This collection of original essays presents new scholarship on nearly three dozen feature-length films, including silent films, animated films, films in black and white, and films in technicolor, along with other, shorter examples of cinematic medievalism. Written by contributors from around the globe with a wide variety of backgrounds, the essays in this volume take a critical approach to one of the most popular forms of medivalism. This book presents a full century of cinematic depictions of the Middle Ages, with new examinations of works such as The Seventh Seal, God's Fool, La Passion de Jeanne d'Arc, Saladin the Victorious, Dante's Inferno: An Animated Epic, and A Knight's Tale, among others.

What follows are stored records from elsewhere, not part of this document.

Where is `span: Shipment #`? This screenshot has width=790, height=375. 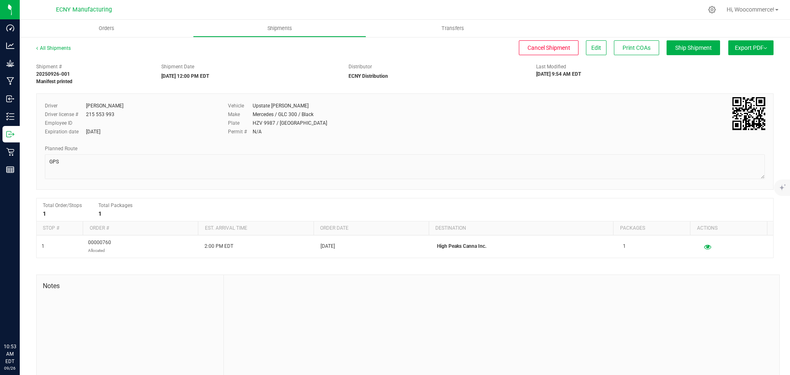
span: Shipment # is located at coordinates (93, 67).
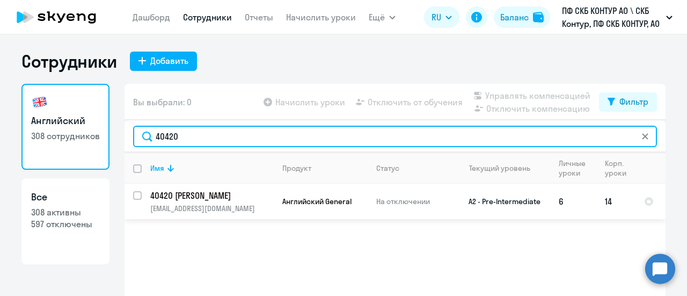 This screenshot has height=296, width=687. Describe the element at coordinates (612, 17) in the screenshot. I see `p: ПФ СКБ КОНТУР АО \ СКБ Контур, ПФ СКБ КОНТУР, АО` at that location.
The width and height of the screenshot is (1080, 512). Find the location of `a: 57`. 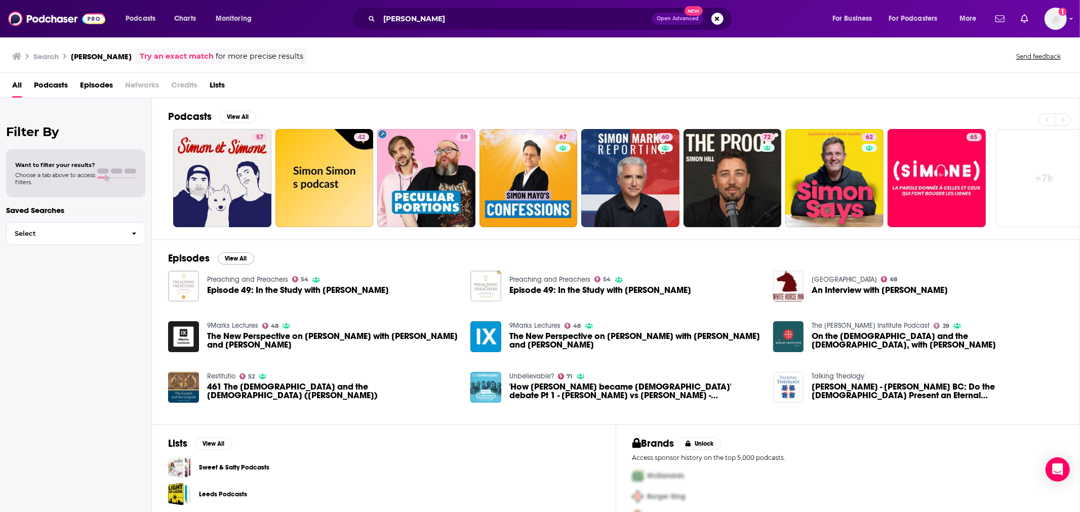

a: 57 is located at coordinates (222, 178).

Interwar Women’s Comic Fiction
  • Language: en
  • Pages: 128

Interwar Women’s Comic Fiction

This collection of essays examines the work of five intermodernist writers. Some were established authors before the First World War and others continued to write after the Second World War, but this book focuses particularly on their writing between 1918 and 1939. Elizabeth von Arnim, Stella Benson, Bradda Field, Ivy Compton-Burnett, Stella Gibbons and Winifred Watson had much in common: they all wrote novels full of comic moments, which often challenged the cultural politics of the interwar period. Drawing on the literary and critical contexts of each novel, the essays here discuss the use of comic structures that enabled the authors to critique the dominant patriarchal structures of their time, and offer an alternative, sometimes subversive, view of the world in which their characters reside. This book contributes to the growing scholarly interest in interwar fiction, focusing principally on novelists who have fallen out of public view. It widens our understanding both of the authors and of the continuing, highly topical debate about interwar women novelists.

Katherine Mansfield and Literary Influence
  • Language: en
  • Pages: 273

Katherine Mansfield and Literary Influence

This book maps the ecologies of Mansfield's influences beyond her modernist and postcolonial contexts, observing that it roams wildly over six centuries, across three continents and beyond cultural and linguistic boundaries.

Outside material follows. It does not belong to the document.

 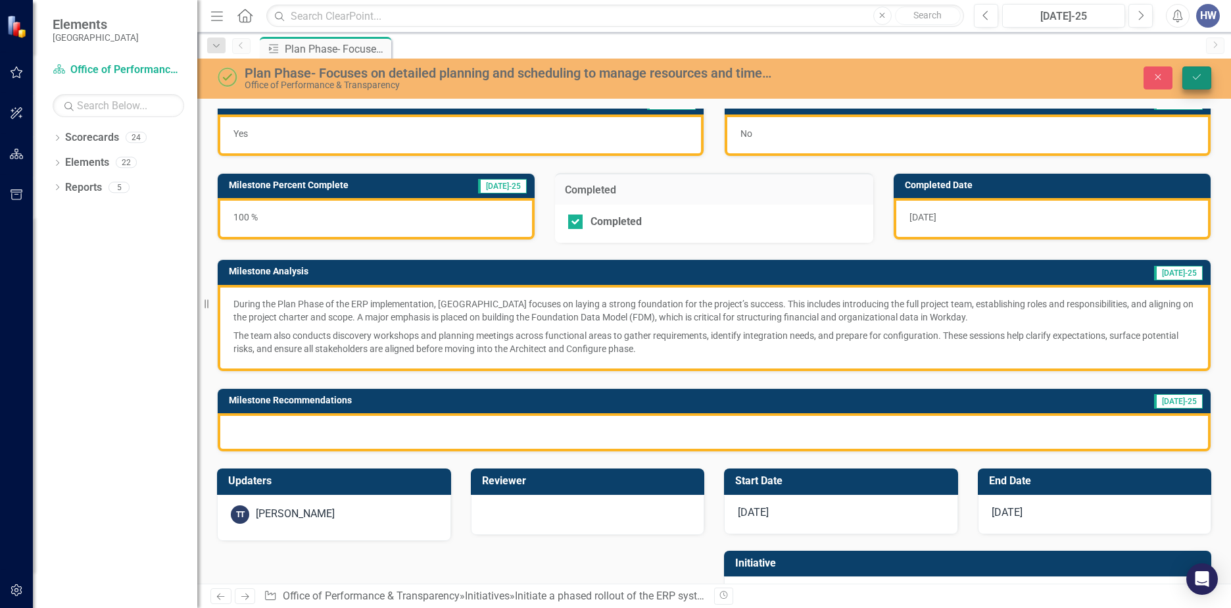 I want to click on span: No, so click(x=747, y=134).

Katherine Mansfield and Psychology
  • Language: en
  • Pages: 309

Katherine Mansfield and Psychology

In line with the recent surge of critical interest in early psychology, the contributors read Mansfield's work alongside figures like William James and Henri Bergson, opening up new perspectives on affect in her work. While these essays trace strands within the intellectual milieu in which Mansfield came of age, others explore the intricate interplay between Mansfield's fiction and Freudian theory, seeing her work as emblematic of the uncanny doubling of modernist literature and psychoanalysis.

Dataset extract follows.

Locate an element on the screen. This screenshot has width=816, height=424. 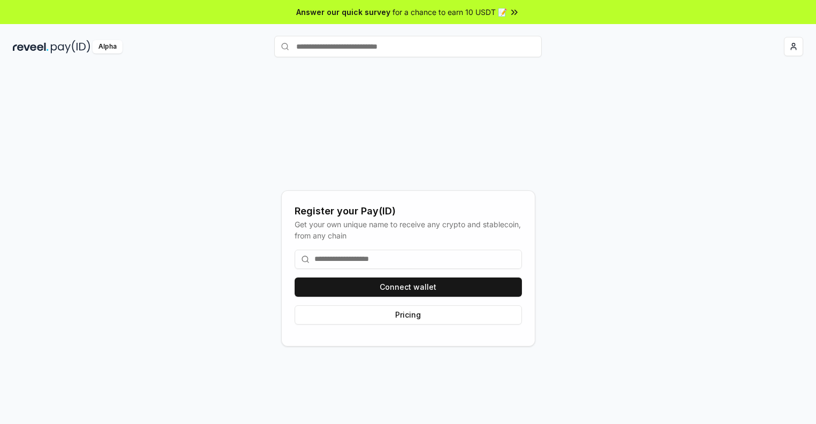
div: Get your own unique name to receive any crypto and stablecoin, from any chain is located at coordinates (408, 230).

W.G. Sebald’s Hybrid Poetics
  • Language: en
  • Pages: 286

W.G. Sebald’s Hybrid Poetics

This book offers a new critical perspective on the perpetual problem of literature's relationship to reality and in particular on the sustained tension between literature and historiography. The scholarly and literary works of W.G. Sebald (1944–2001) serve as striking examples for this discussion, for the way in which they demonstrate the emergence of a new hybrid discourse of literature as historiography. This book critically reconsiders the claims and aims of historiography by re-evaluating core questions of the literary discourse and by assessing the ethical imperative of literature in the 20th and 21st centuries. Guided by an inherently interdisciplinary framework, this book elucidates...

Katherine Mansfield and Elizabeth von Arnim
  • Language: en
  • Pages: 334

Katherine Mansfield and Elizabeth von Arnim

Explores the literary connection between Katherine Mansfield and Elizabeth von ArnimElizabeth von Arnim is best remembered as the author of Elizabeth and Her German Garden (1898) and The Enchanted April (1922), as well as being the elder cousin of Katherine Mansfield. Recently, new research into the complex relationship between these writers has extended our understanding of the familial, personal and literary connections between these unlikely friends. We know that they were an influential presence on one another and reviewed each other's work.By bringing the work of Mansfield and von Arnim together - including on matters of artistry, on mourning, on gardens, on female resistance - this book establishes shared preoccupations in ways that refine and extend our knowledge of writing in the period. It also deepens our understanding of the historical and literary contexts within which both of these extraordinary authors worked.